For the default two-story, 3-bedroom home, N is 3, A is 1, L is 2, and H is 1. Level-only locations are max(0, 2 - 1) = 1, so planned installed locations are 3 + 1 + 1 = 5. With no existing usable alarms credited and one spare alarm, the buy count is max(0, 5 - 0) + 1 = 6; at $32 each, the estimated alarm subtotal is $192.

Limitations and Accuracy Notes:

The output is a planning aid, not a permit, inspection, legal code opinion, or product installation instruction. Smoke alarm rules can vary by jurisdiction, building type, rental status, renovation scope, power source, alarm listing, and whether carbon monoxide alarms are also required.

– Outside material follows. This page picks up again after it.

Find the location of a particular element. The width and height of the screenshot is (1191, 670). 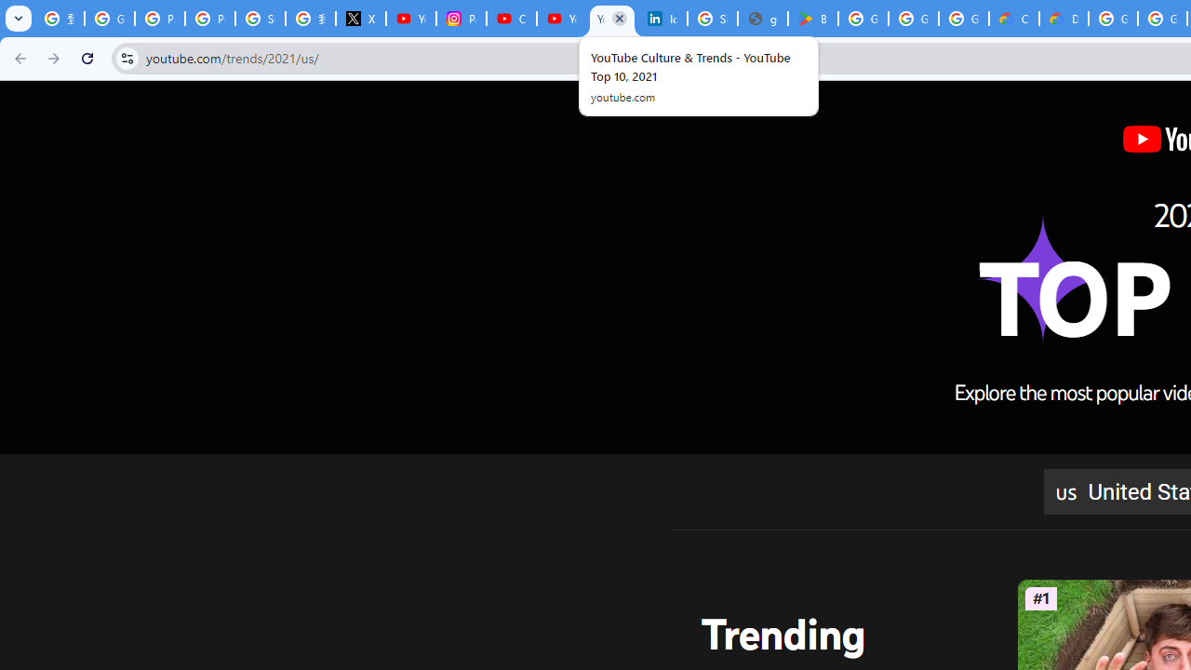

Privacy Help Center - Policies Help is located at coordinates (210, 19).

  • Use the manufacturer mounting instructions for the exact alarm model before drilling or wiring.
  • Ask the local fire marshal, building inspector, landlord authority, or qualified electrician when hardwired alarms, interconnection, rental compliance, or local code is involved.
  • Do not remove batteries or disable an alarm to silence nuisance alarms. Improve placement, choose a listed nuisance-resistant alarm, or correct the source of the false alarms.
  • Accessibility devices for residents who are deaf or hard of hearing should be selected as listed alerting equipment, not improvised from ordinary smoke alarms.

Worked Examples:

Two-story family home

A 3-bedroom, two-story home with one bedroom hallway uses the default shape: 3 inside-room alarms, 1 outside-sleeping-area alarm, and 1 level-only alarm for the other finished story. The Placement Plan shows 5 installed locations. With 0 existing alarms credited, 1 spare alarm, and a $32 interconnected sealed alarm profile, the Purchase List shows 6 new alarms and a $192 alarm subtotal.

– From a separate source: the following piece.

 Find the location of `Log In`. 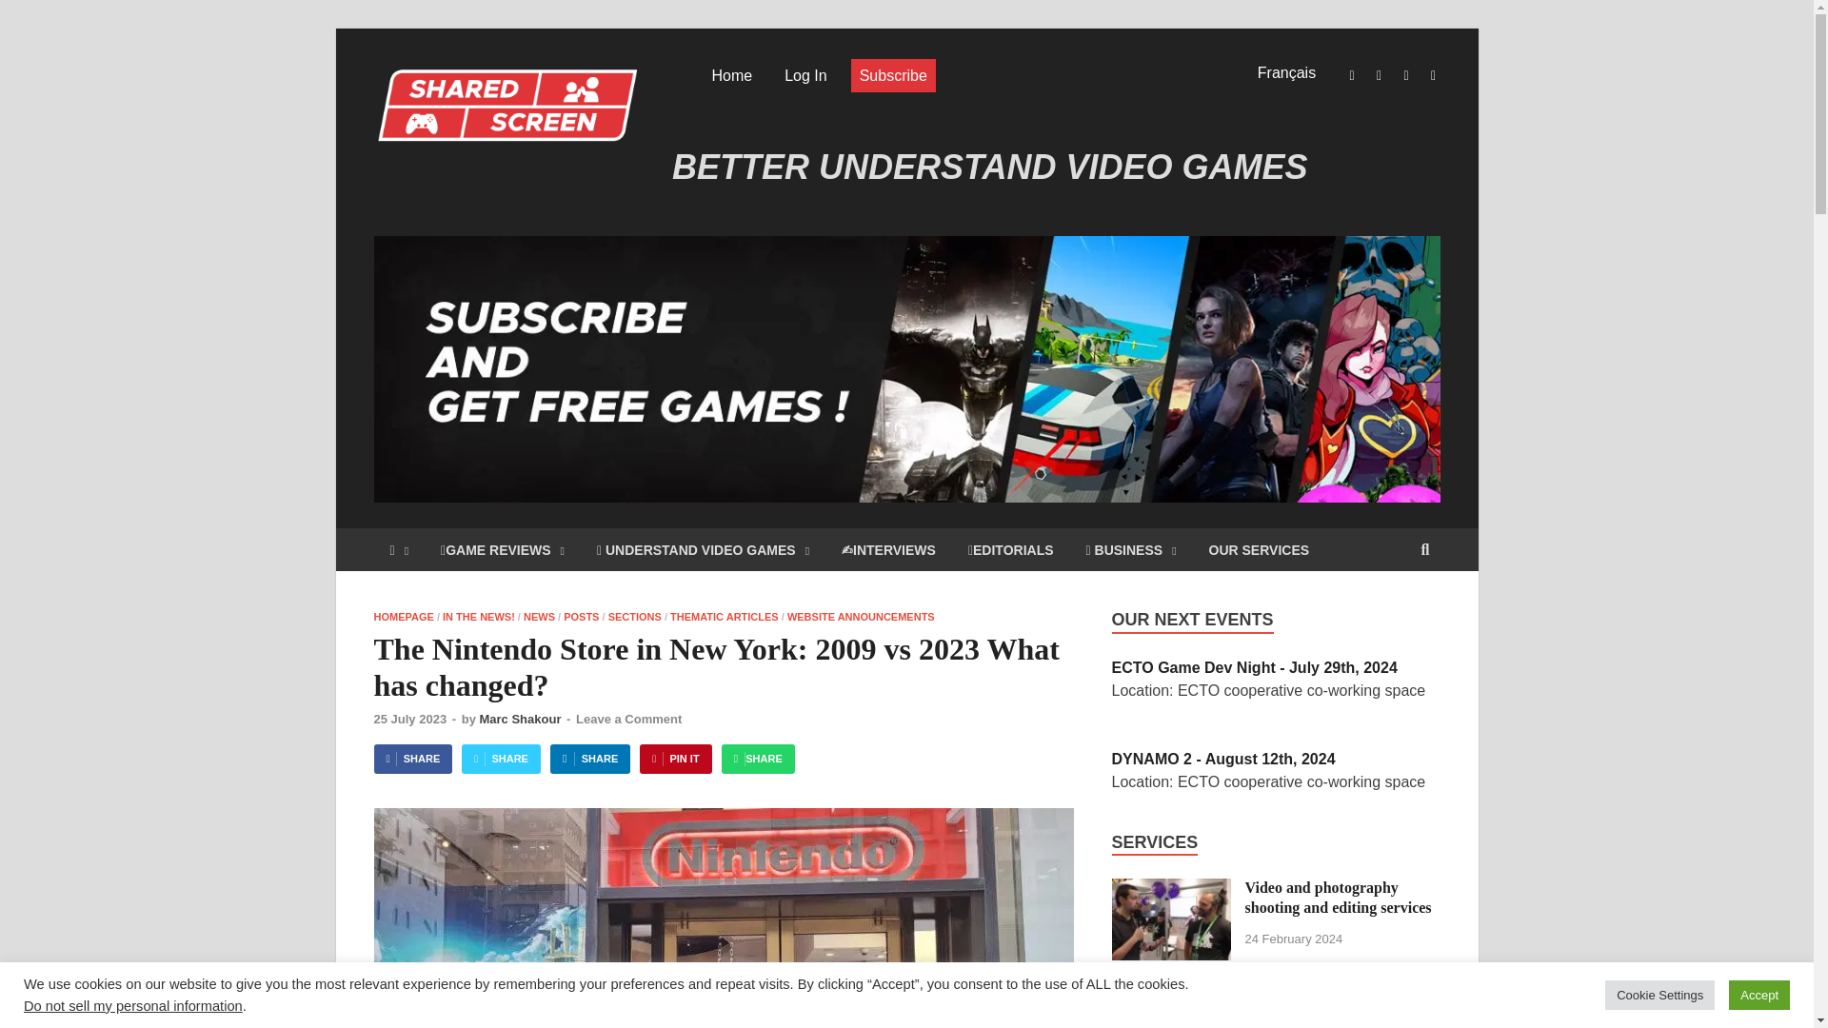

Log In is located at coordinates (805, 75).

Apartment with remote bedrooms

A single-level apartment with 2 bedrooms in separated wings and 2 separate sleeping areas needs 2 inside-room alarms plus 2 outside-sleeping-area alarms. No level-only alarm is added because the only finished level already has bedroom-level coverage. If the cooking clearance is entered as 2.6 m, Placement Checks flags Cooking nuisance clearance because the planned location is inside the common 10 ft / 3 m review band.

Rental turnover with existing alarms

A 4-bedroom rental with one extra sleep-use room, 2 separate sleeping areas, and bedrooms on both finished levels has 7 planned installed locations. If 3 existing usable alarms are credited and 2 spares are kept for turnover, the buy count is 6 alarms. The Review profile set to rental keeps local-code and landlord obligations visible in Placement Checks even when the count itself looks complete.

FAQ:

Does one hallway alarm cover the bedrooms?

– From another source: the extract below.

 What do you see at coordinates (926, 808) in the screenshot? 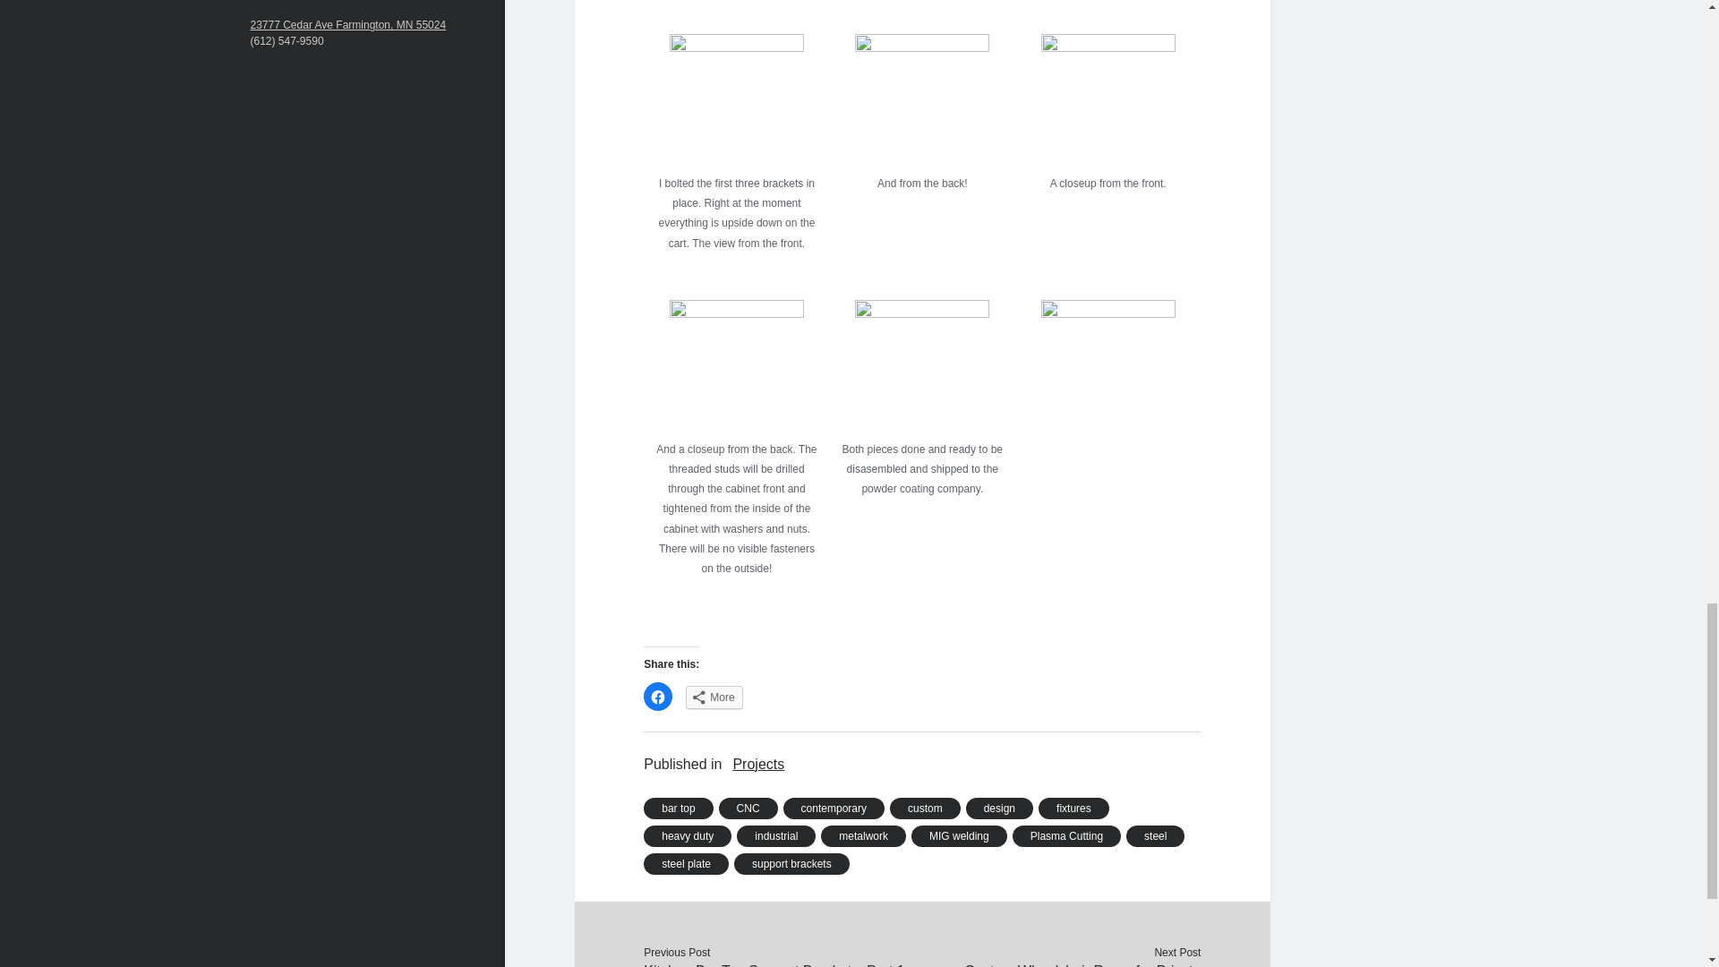
I see `View all posts tagged custom` at bounding box center [926, 808].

No. The plan counts inside-room alarms separately from outside-sleeping-area alarms because closed doors can slow smoke and reduce sound before a hallway alarm is enough to wake someone.

Why did the buy count differ from the installed-location count?

The installed-location count is the number of places that need coverage. The buy count subtracts existing usable alarms in planned locations and then adds any spare or service alarms.

What does the cooking buffer warning mean?

It means the nearest planned alarm is inside the common 10 ft / 3 m cooking-clearance band. Move the alarm farther away where possible, use the right listed alarm type, and follow the product instructions and local rules.

Can smoke and carbon monoxide combination alarms be counted the same way?

They can be part of the purchase profile when the location is valid for both hazards, but carbon monoxide rules may require extra locations or different placement beyond the smoke alarm count.

What should I fix when Check placement inputs appears?

Read the listed message first. Common causes are bedroom levels greater than finished levels, sleep rooms with zero separate sleeping areas, or a negative unit cost.

Glossary:

Smoke alarm
A self-contained residential device that detects smoke and sounds an alarm.
Sleeping area
A bedroom cluster or nearby hall area serving one or more rooms where people sleep.
Level-only alarm
An alarm added for a finished story that does not already have bedroom-level hallway coverage.
Interconnected alarms
Alarms linked so that when one sounds, the others sound as well.
Cooking clearance
The distance from the nearest fixed cooking appliance to the closest planned smoke alarm.
Service life
The age screen used to flag smoke alarms that should be replaced because they are at or beyond the common 10-year replacement point.